CPS Unit Number 121-01

CPS Unit Number 121-01

Camp: 121

Unit ID: 1

Operating agency: BSC

Opened: 2 1944

Closed: 6 1946

Summary:

CPS Camp No, 121, a National Park Service base camp located near Bedford, Virginia and operated by the Brethren Service Committee, opened in February 1944 and closed in June 1946. The men improved a portion of the Blue Ridge Parkway, fought fires, maintained fire towers and equipment, and built roads and trails.

Location:
Bedford, Virginia, United States
Location Description:

In south central Virginia in the Blue Ridge Mountains, Bedford lay to the southeast of three peaks.  The National Park Service preserved the peaks as part of the Blue Ridge Parkway.  The Parkway, stretched from the Great Smoky Mountains in Tennessee to the Shenandoah National Park in Virginia.

Camp staff:

Directors: Earl Garver, Robert Sollenberger, Lewis Beckford

The people:

Men in Brethren camps and units tended to report diverse religious affiliation when they entered CPS, nearly half of the men in Brethren projects reported affiliation with Brethren groups. 

 

Men in Brethren projects reported considerably more education and professional experience than those who enlisted in the Army and Navy, and brought an average of 12.22 years of education.  Twenty-one percent had completed one-three years of college, nine percent had graduated from college and nine percent had completed postgraduate work prior to entering CPS.  (Sibley and Jacob p. 171)

 

More men in both Mennonite and Brethren camps entered CPS from rural areas while men in Friends camps and units tended to enter from urban areas.

 

Twenty-nine percent of men in Brethren camps reported their occupation as farming or other agricultural work upon entering CPS; eighteen percent reported technical and professional occupations; and sixteen percent business management, sales and public administration occupations when entering CPS.  Another twenty-one percent reported skilled and semi-skilled trades. (Sibley and Jacob p. 172)

The work:

The men removed dead timber from along the parkway, felling many trees previously killed by blight.  After cutting them into manageable lengths, they hauled them away to be sold.  They burned the leftover brush during safe periods. 

 

As was the case in all National Park Service camps, the men fought fires, maintained fire equipment and towers, in addition to performing park, road and trail maintenance.

 

Men often expressed their concern about the menial nature of the work and that their special skills and training were often not utilized in the base camps.

Camp life:

The Brethren camp staff and the men organized education, recreation, religious life and other leisure activities of the camp.  A camp council and committees for each of the areas of camp life looked after specific concerns, but matters involving all the men came to the camp meeting for discussion and action.  Often assignees served on the staff, and from 1944 on, men also participated in selecting the camp director.

 

Bedford’s camp library contained between eighteen hundred and two thousand books which the men used to pursue diverse programs of reading and study.

 

The men published a camp paper The Polecat Press from May 1945 through February 1946.

Resources:

For information on Brethren base camps and camp life see Leslie Eisan, Pathways of Peace: A History of the Civilian Public Service Program Administered by the Brethren Service Committee.  Elgin, IL:  Brethren Publishing House, 1948, Chapter 3 Base Camps: The Work Projects and the Camp Organization pp. 73-111; Chapter 4 Base Camps:  Camp Life pp. 112-187.

 

See Kevin Grange, “In Good Conscience”, National Parks (Winter 2011): 26-32. http://www.ncpa.org/magazine/2011/winter/in-good-conscience.html?

 

For general information on the work and life in CPS camps and units, see Albert N. Keim, The CPS Story: An Illustrated History of Civilian Public Service.  Intercourse, PA: Good Books 1990.

 

See also Mulford Q. Sibley and Philip E. Jacob, Conscription of Conscience:  The American State and the Conscientious Objector, 1940-47. Ithaca, NY: Cornell University Press, 1952.

 

Swarthmore College Peace Collection, Camp periodicals database.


What is being asked
Omit the pictures while printing every entry below exactly as given.

Figure content listings
★ ★ ★ ★ ★ ★ ★

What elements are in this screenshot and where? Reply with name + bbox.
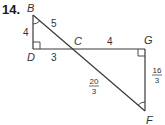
vertex-C-label: C [74, 35, 82, 47]
angle-arc-B-icon [33, 21, 40, 24]
length-CF-denominator: 3 [92, 87, 97, 96]
angle-arc-F-icon [138, 102, 145, 105]
length-GF-denominator: 3 [155, 76, 160, 85]
vertex-F-label: F [146, 114, 154, 125]
vertex-B-label: B [27, 2, 34, 14]
length-BC: 5 [51, 18, 57, 29]
right-angle-G-icon [138, 49, 145, 56]
right-angle-D-icon [33, 42, 40, 49]
vertex-G-label: G [144, 34, 153, 46]
problem-number: 14. [2, 2, 20, 17]
vertex-D-label: D [27, 51, 35, 63]
length-DC: 3 [51, 52, 57, 63]
length-CF-numerator: 20 [90, 77, 99, 86]
segment-BF [33, 15, 145, 111]
length-BD: 4 [23, 27, 29, 38]
length-CG: 4 [107, 36, 113, 47]
similar-triangles-diagram: 14. B D C G F 4 5 3 4 20 3 16 3 [0, 0, 165, 125]
length-GF-numerator: 16 [153, 66, 162, 75]
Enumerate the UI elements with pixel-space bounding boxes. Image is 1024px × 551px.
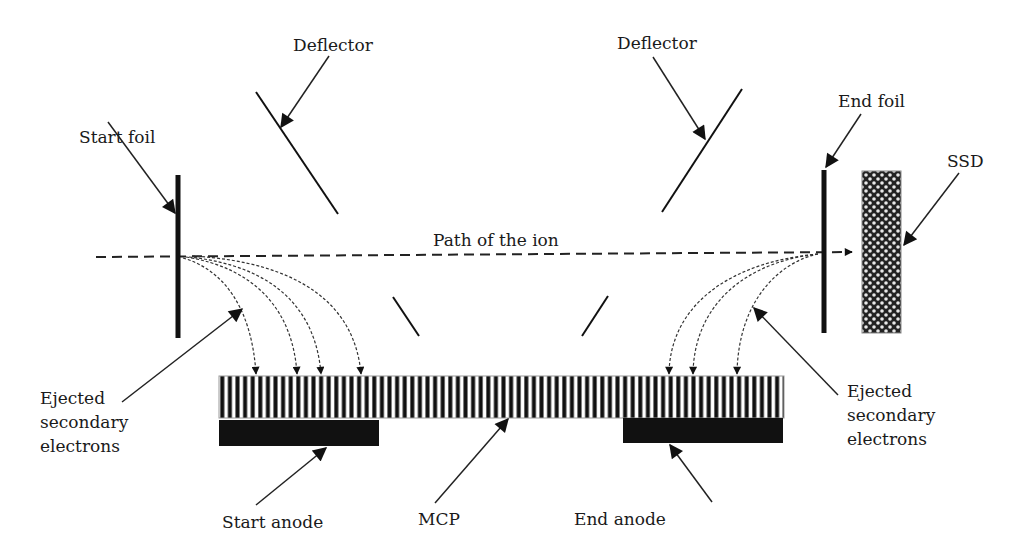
deflector-right xyxy=(582,89,742,336)
mcp-plate xyxy=(219,376,784,418)
end-foil xyxy=(822,170,827,333)
start-anode xyxy=(219,420,379,446)
start-foil-label: Start foil xyxy=(79,127,155,147)
start-anode-leader xyxy=(256,448,326,505)
start-anode-label: Start anode xyxy=(222,512,323,532)
svg-text:electrons: electrons xyxy=(847,429,927,449)
ejected-electrons-left-label: Ejected secondary electrons xyxy=(40,388,129,456)
svg-text:electrons: electrons xyxy=(40,436,120,456)
mcp-label: MCP xyxy=(418,509,460,529)
end-anode-label: End anode xyxy=(574,509,666,529)
deflector-left xyxy=(256,92,419,336)
start-foil xyxy=(176,175,181,338)
tof-detector-diagram: Path of the ion Start foil Deflector Def… xyxy=(0,0,1024,551)
deflector-right-leader xyxy=(653,57,705,139)
svg-text:Ejected: Ejected xyxy=(40,388,105,408)
deflector-left-label: Deflector xyxy=(293,35,374,55)
end-anode-leader xyxy=(670,445,712,502)
svg-text:Ejected: Ejected xyxy=(847,381,912,401)
ion-path-label: Path of the ion xyxy=(433,230,559,250)
ion-path xyxy=(96,252,852,257)
svg-text:secondary: secondary xyxy=(40,412,129,432)
mcp-leader xyxy=(435,419,508,503)
deflector-left-leader xyxy=(281,56,329,127)
end-anode xyxy=(623,418,783,443)
end-foil-label: End foil xyxy=(838,91,905,111)
ejected-electrons-right-label: Ejected secondary electrons xyxy=(847,381,936,449)
svg-text:secondary: secondary xyxy=(847,405,936,425)
end-foil-leader xyxy=(826,114,861,167)
ssd-detector xyxy=(862,171,901,333)
deflector-right-label: Deflector xyxy=(617,33,698,53)
secondary-electrons-right xyxy=(669,254,818,374)
ssd-leader xyxy=(904,173,959,245)
ssd-label: SSD xyxy=(947,151,984,171)
secondary-electrons-left xyxy=(183,256,361,374)
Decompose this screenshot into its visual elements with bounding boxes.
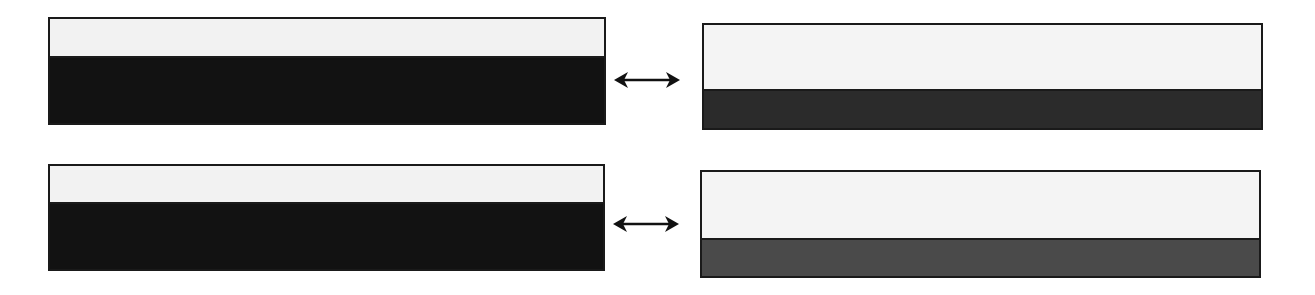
top-right-bar xyxy=(702,23,1263,130)
top-right-light-band xyxy=(704,25,1261,89)
top-left-bar xyxy=(48,17,606,125)
top-left-dark-band xyxy=(50,56,604,123)
bottom-right-dark-band xyxy=(702,238,1259,276)
bottom-left-dark-band xyxy=(50,202,603,269)
bottom-right-light-band xyxy=(702,172,1259,238)
top-right-dark-band xyxy=(704,89,1261,128)
top-left-light-band xyxy=(50,19,604,56)
bottom-right-bar xyxy=(700,170,1261,278)
bottom-left-bar xyxy=(48,164,605,271)
bottom-left-light-band xyxy=(50,166,603,202)
bidirectional-arrow-icon xyxy=(613,214,679,234)
bidirectional-arrow-icon xyxy=(614,70,680,90)
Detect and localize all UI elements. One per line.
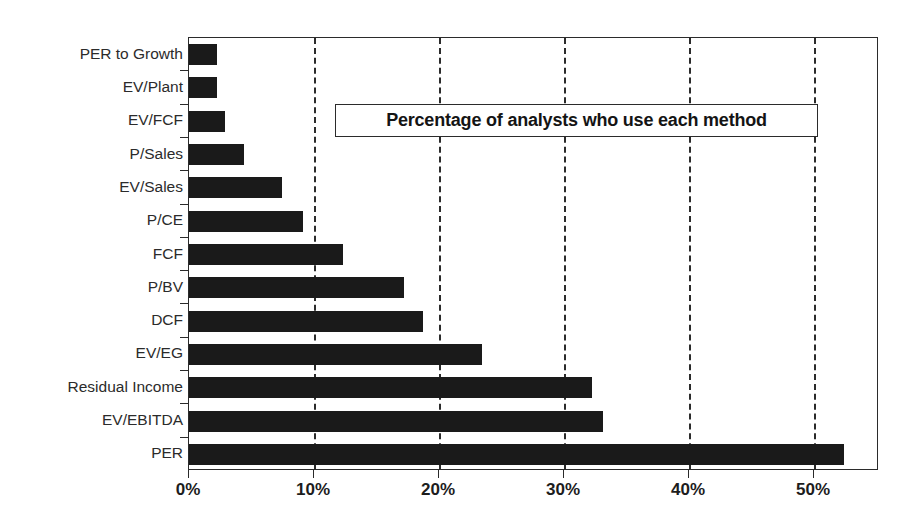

★ ★ ★ ★ ★ ★ ★

Expected answer
What elements are in this screenshot and where? Reply with name + bbox.
vertex-C-label: C [74, 35, 82, 47]
angle-arc-B-icon [33, 21, 40, 24]
length-CF-denominator: 3 [92, 87, 97, 96]
angle-arc-F-icon [138, 102, 145, 105]
length-GF-denominator: 3 [155, 76, 160, 85]
vertex-F-label: F [146, 114, 154, 125]
vertex-B-label: B [27, 2, 34, 14]
length-BC: 5 [51, 18, 57, 29]
right-angle-G-icon [138, 49, 145, 56]
right-angle-D-icon [33, 42, 40, 49]
vertex-G-label: G [144, 34, 153, 46]
problem-number: 14. [2, 2, 20, 17]
vertex-D-label: D [27, 51, 35, 63]
length-DC: 3 [51, 52, 57, 63]
length-CF-numerator: 20 [90, 77, 99, 86]
segment-BF [33, 15, 145, 111]
length-BD: 4 [23, 27, 29, 38]
length-CG: 4 [107, 36, 113, 47]
similar-triangles-diagram: 14. B D C G F 4 5 3 4 20 3 16 3 [0, 0, 165, 125]
length-GF-numerator: 16 [153, 66, 162, 75]
Enumerate the UI elements with pixel-space bounding boxes. Image is 1024px × 551px.
deflector-right xyxy=(582,89,742,336)
mcp-plate xyxy=(219,376,784,418)
end-foil xyxy=(822,170,827,333)
start-anode xyxy=(219,420,379,446)
start-foil-label: Start foil xyxy=(79,127,155,147)
start-anode-leader xyxy=(256,448,326,505)
start-anode-label: Start anode xyxy=(222,512,323,532)
svg-text:electrons: electrons xyxy=(847,429,927,449)
ejected-electrons-left-label: Ejected secondary electrons xyxy=(40,388,129,456)
svg-text:electrons: electrons xyxy=(40,436,120,456)
mcp-label: MCP xyxy=(418,509,460,529)
end-anode-label: End anode xyxy=(574,509,666,529)
deflector-left xyxy=(256,92,419,336)
start-foil xyxy=(176,175,181,338)
tof-detector-diagram: Path of the ion Start foil Deflector Def… xyxy=(0,0,1024,551)
deflector-right-leader xyxy=(653,57,705,139)
svg-text:Ejected: Ejected xyxy=(40,388,105,408)
deflector-left-label: Deflector xyxy=(293,35,374,55)
end-anode-leader xyxy=(670,445,712,502)
svg-text:Ejected: Ejected xyxy=(847,381,912,401)
ion-path-label: Path of the ion xyxy=(433,230,559,250)
ion-path xyxy=(96,252,852,257)
svg-text:secondary: secondary xyxy=(40,412,129,432)
mcp-leader xyxy=(435,419,508,503)
deflector-left-leader xyxy=(281,56,329,127)
end-anode xyxy=(623,418,783,443)
end-foil-label: End foil xyxy=(838,91,905,111)
ejected-electrons-right-label: Ejected secondary electrons xyxy=(847,381,936,449)
svg-text:secondary: secondary xyxy=(847,405,936,425)
end-foil-leader xyxy=(826,114,861,167)
ssd-detector xyxy=(862,171,901,333)
deflector-right-label: Deflector xyxy=(617,33,698,53)
secondary-electrons-right xyxy=(669,254,818,374)
ssd-leader xyxy=(904,173,959,245)
ssd-label: SSD xyxy=(947,151,984,171)
secondary-electrons-left xyxy=(183,256,361,374)
Decompose this screenshot into its visual elements with bounding boxes.
top-right-bar xyxy=(702,23,1263,130)
top-right-light-band xyxy=(704,25,1261,89)
top-left-bar xyxy=(48,17,606,125)
top-left-dark-band xyxy=(50,56,604,123)
bottom-right-dark-band xyxy=(702,238,1259,276)
bottom-left-dark-band xyxy=(50,202,603,269)
bottom-right-light-band xyxy=(702,172,1259,238)
top-right-dark-band xyxy=(704,89,1261,128)
top-left-light-band xyxy=(50,19,604,56)
bottom-right-bar xyxy=(700,170,1261,278)
bottom-left-bar xyxy=(48,164,605,271)
bottom-left-light-band xyxy=(50,166,603,202)
bidirectional-arrow-icon xyxy=(613,214,679,234)
bidirectional-arrow-icon xyxy=(614,70,680,90)
Detect and localize all UI elements. One per line.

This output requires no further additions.